Your reply should reproduce all the data below exactly while excluding the pictures.

[Stored data]
###
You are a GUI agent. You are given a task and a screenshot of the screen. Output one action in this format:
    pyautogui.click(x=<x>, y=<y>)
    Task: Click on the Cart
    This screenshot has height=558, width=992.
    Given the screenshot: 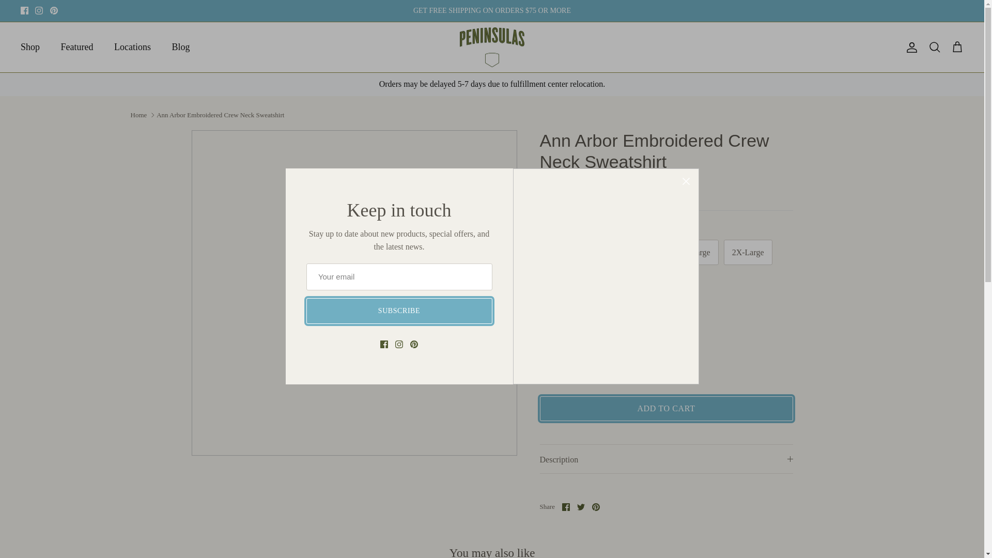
###
## Written answer
You are a GUI agent. You are given a task and a screenshot of the screen. Output one action in this format:
    pyautogui.click(x=<x>, y=<y>)
    Task: Click on the Cart
    This screenshot has height=558, width=992.
    Given the screenshot: 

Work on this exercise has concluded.